A field is typically a spatial disposition or structure. It isn't something separate from space. It's a "state of space". When that state is uniform and homogeneous, we usually say there's no field present. However a wave or field variation can propagate linearly through such space. A wave can also take the form of a standing wave whereupon the field-variation is now a standing field. These can combine in a variety of ways, altering the state of space away from the origin in a fashion that is different from a single linear or standing wave. See Einstein's 1929 history of field theory and note this:

"The two types of field are causally linked in this theory, but still not fused to an identity. It can, however, scarcely be imagined that empty space has conditions or states of two essentially different kinds, and it is natural to suspect that this only appears to be so because the structure of the physical continuum is not completely described by the Riemannian metric".

Tim Thompson said:
2) Please explain, in light of the answer to (1) how the electromagnetic field is, in reality, not a field.
As Simon pointed out, I'm afraid you've misunderstood what I was saying here. I said the electromagnetic field is a field, but that the electric field and the magnetic field aren't. Instead E and B denote the forces that result from electromagnetic field interactions. See section 11.10 of Jackson's Classical Electrodynamics where he says "one should properly speak of the electromagnetic field Fuv rather than E or B separately".

Tim Thompson said:
And what's all this about Maxwell? One of many famous papers from Maxwell is the one entitled "A Dynamical Theory of the Electromagnetic Field" (1865; I have a copy of the paper in my 2-volume set of Maxwell's papers). I somehow doubt that he would have used this title if he thought that it was not a field, so I am obliged to assume, in the absence of evidence to the contrary, that Mr. Farsight is the one arguing with Maxwell.
See above. I'm not arguing against Maxwell, others are. See wiki page 53 of On Physical Lines of Force where he says this:

"A motion of translation along an axis cannot produce a rotation about that axis unless it meets with some special mechanism, like that of a screw.
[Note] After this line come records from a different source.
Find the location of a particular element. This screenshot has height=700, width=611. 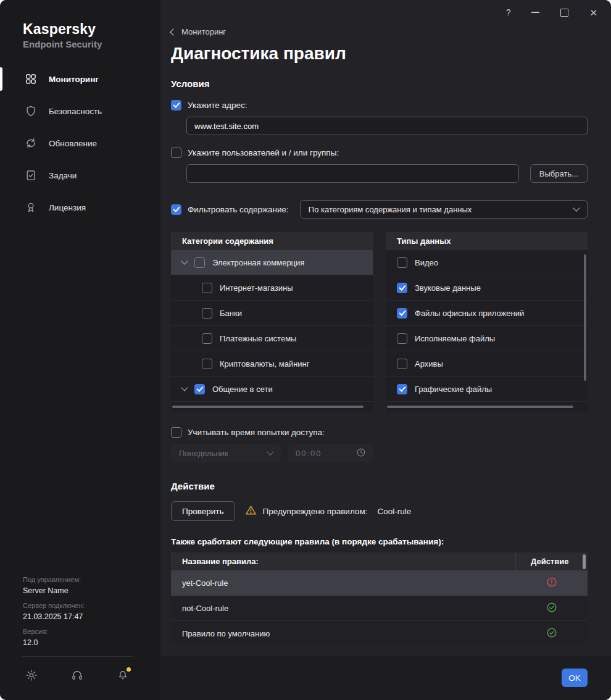

headset-icon is located at coordinates (77, 675).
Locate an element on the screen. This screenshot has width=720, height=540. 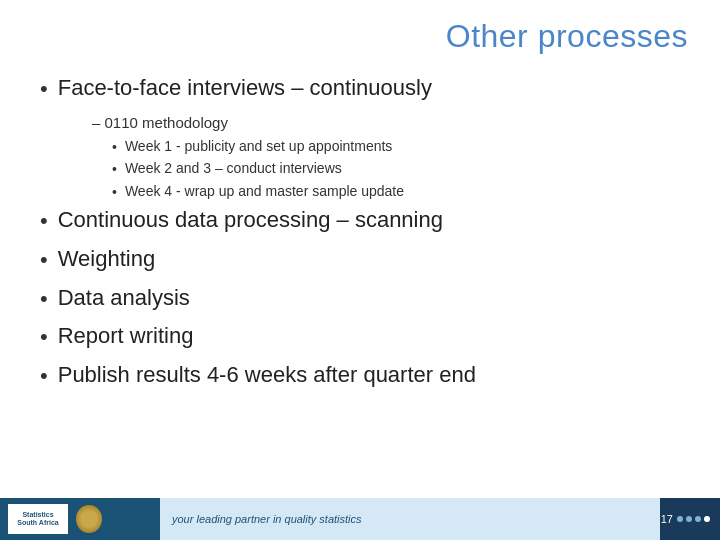
dot-4-active is located at coordinates (707, 519).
To depict the electromagnetic field one combines the radial lines of an "electric field" depiction with the concentric lines of a "magnetic field" depiction, like this. Note the "screw" nature. Try to imagine two electrons as dynamical spinors in frame-dragged space. If you set them down with no relative motion they move linearly apart. If you throw one past the other they also circle around each other as they move apart. Repeat with an electron and a positron, which has the opposite chirality: if you set them down with no relative motion they move linearly together. If you throw one past the other they also circle around each other as they move together, forming ortho or para positronium for a while before annihilating. Note that Maxwell's page title refers to "Molecular vortices", which wasn't quite right. But the linear and/or rotational motion can be considered to be the result of "vorticial" interaction. You can also see references to "vortex" in gravitomagnetism, as per this (slightly inaccurate) NASA page.
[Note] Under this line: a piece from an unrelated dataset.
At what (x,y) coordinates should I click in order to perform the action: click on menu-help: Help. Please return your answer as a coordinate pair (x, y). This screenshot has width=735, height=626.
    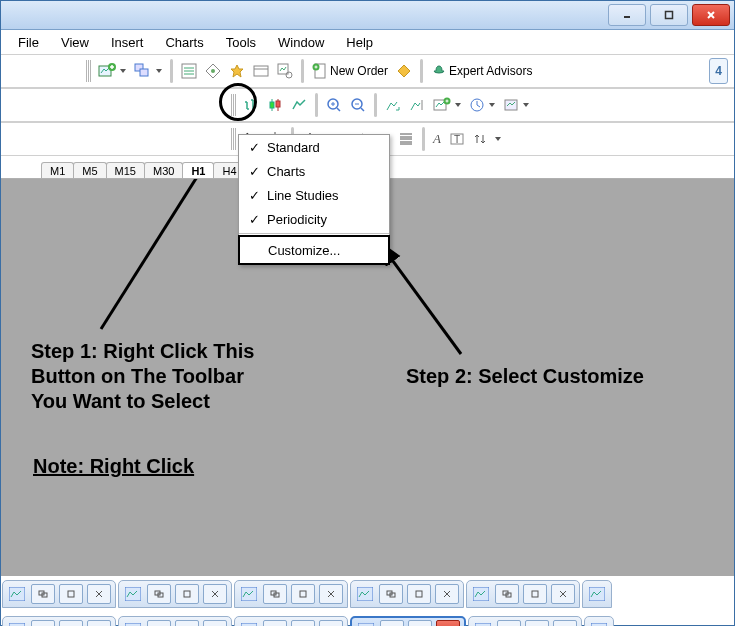
    Looking at the image, I should click on (360, 42).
I hope that clarifies the situation.
 
In classical physics the electromagnetic field was thought of in terms of waves travelling through some medium (the luminiferous aether).

In QED, the electromagnetic force between two electrons is thought to be caused by an exchange of photons.
 
Racklever: it's worth having a read of Matt Strassler's blog about virtual particles. Those electrons don't actually exchange photons. Nor does the electron and the proton in the hydrogen atom. Hydrogen atoms don't literally twinkle, and magnets don't shine. A virtual particle isn't a short-lived real particle, it's a "field quanta". People sometimes refer to such as a "chunk" of field.
 
I need to remind Farsight again that uniformity and homogeneity are not sufficient conditions for a field to be zero.